FreeRADIUS with LDAP

FreeRADIUS is often deployed with an LDAP directory used as the identity store.

This means that the password is retrieved from the directory as an attribute and then verified by FreeRADIUS. It is important that you know which obfuscation mechanism is being used in your LDAP directory as not all EAP authentication protocols are compatible with all obfuscation types. DeployingRADIUS, Alan DeKok's site, has a handy compatibility matrix that lists authentication systems and their authentication protocol compatibility. 
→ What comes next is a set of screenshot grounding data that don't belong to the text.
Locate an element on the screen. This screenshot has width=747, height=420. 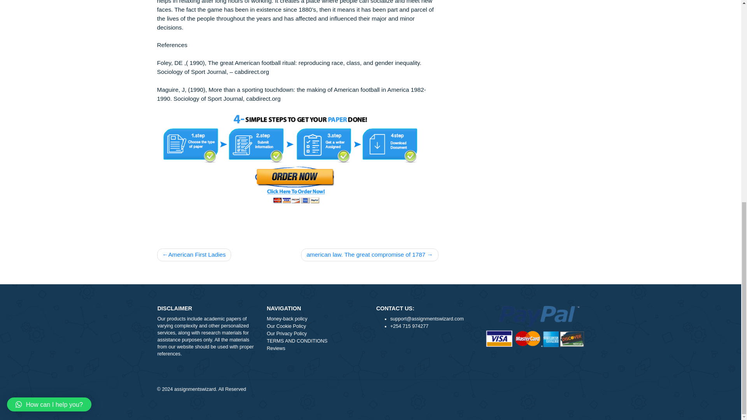
How can I help you? is located at coordinates (54, 61).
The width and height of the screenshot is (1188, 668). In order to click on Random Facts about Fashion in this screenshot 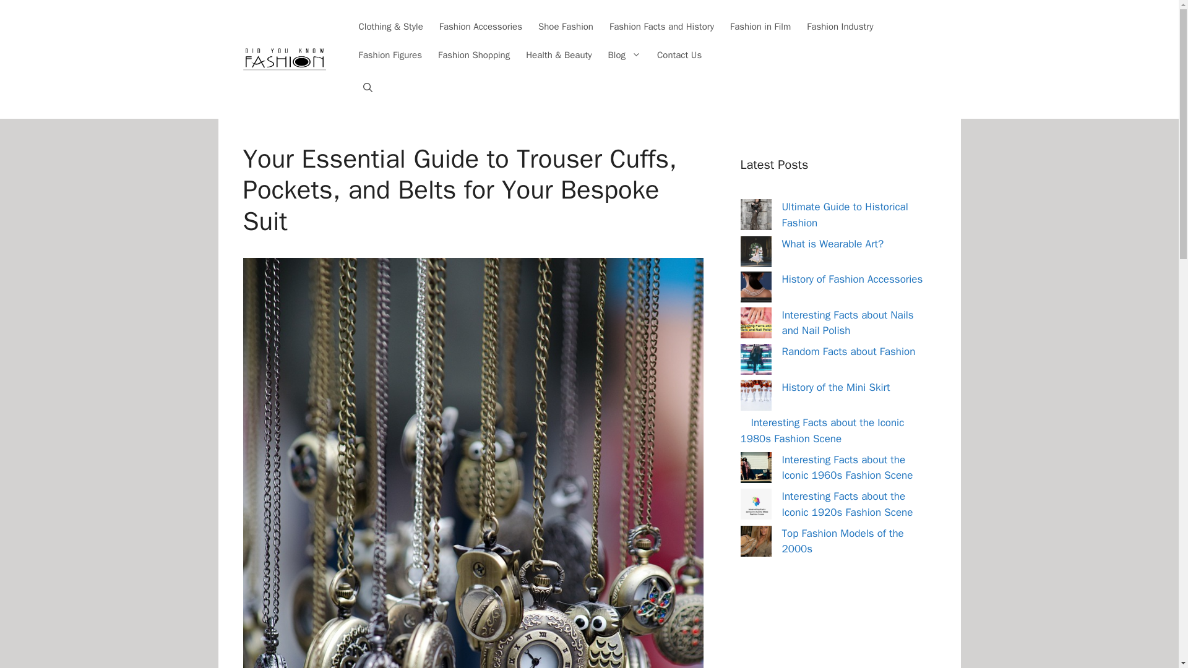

To use LDAP directories with passthrough authentication (such as SASL) with FreeRADIUS, please see the FreeRADIUS + OpenLDAP with SASL topic. This may be your only option if the compatibility matrix shows that the obfuscation type is incompatible with the EAP-TTLS inner authentication type.

To use Active Directory as an LDAP directory, please see the Using Active Directory topic.

Step-by-step guide

1. Modify FreeRADIUS LDAP support

  1. Install the freeradius-ldap module, if you haven't already.

  2. Configure the ldap module (in /etc/raddb/mods-available on RedHat/CentOS or /etc/freeradius/mods-available on Debian/Ubuntu) as per the standard configuration with the server name(s), port(s), and whether TLS is required. 

    We recommend you use TLS. 
  3. Configure the identity and password options for a user that will have browse and attribute retrieval rights on the LDAP directory. 

    We recommend using a user that is as unprivileged as possible and not used for anything else.
  4. Below the base_dn, from which all searches start, you will find the update section, which returns attributes from LDAP. 
  5. This may include the userPassword LDAP attribute, which FreeRADIUS will use to authenticate. If the password attribute in your LDAP directory has a different name, change that here.
  6. Scroll to the user section. You may wish to modify the base_dn, filter, and scope settings there to match what your LDAP directory requires to return a single user object. FreeRADIUS will set an Ldap-UserDN attribute that will be used for binding as a user if the search is successful.

    You may wish to test your LDAP search with tools such as ldapsearch to test your DN and your filters. See http://wiki.freeradius.org/modules/Rlm_ldap for more information.

  7. Save the file.

3. Modify FreeRADIUS EAP support, if necessary

It is rare that network access servers still use PAP. Instead, they use a variety of EAP types, which can wrap PAP to provide better security for user credentials. The default is EAP-MD5.

Depending on the compatibility matrix, you may need to adjust the default_eap_type for the ttls EAP type to something different.

The default settings in the eap module in FreeRADIUS set PAP as the password mechanism for EAP-GTC, so no changes are required. What is required though is setting the default type for EAP conversations:

  1. To set the default EAP type in tunneled EAP conversations, such as EAP-TTLS, scroll to the ttls section, then set its default_eap_type to either gtc or md5.

    PEAP support also includes a default_eap_type setting. This setting should not be modified.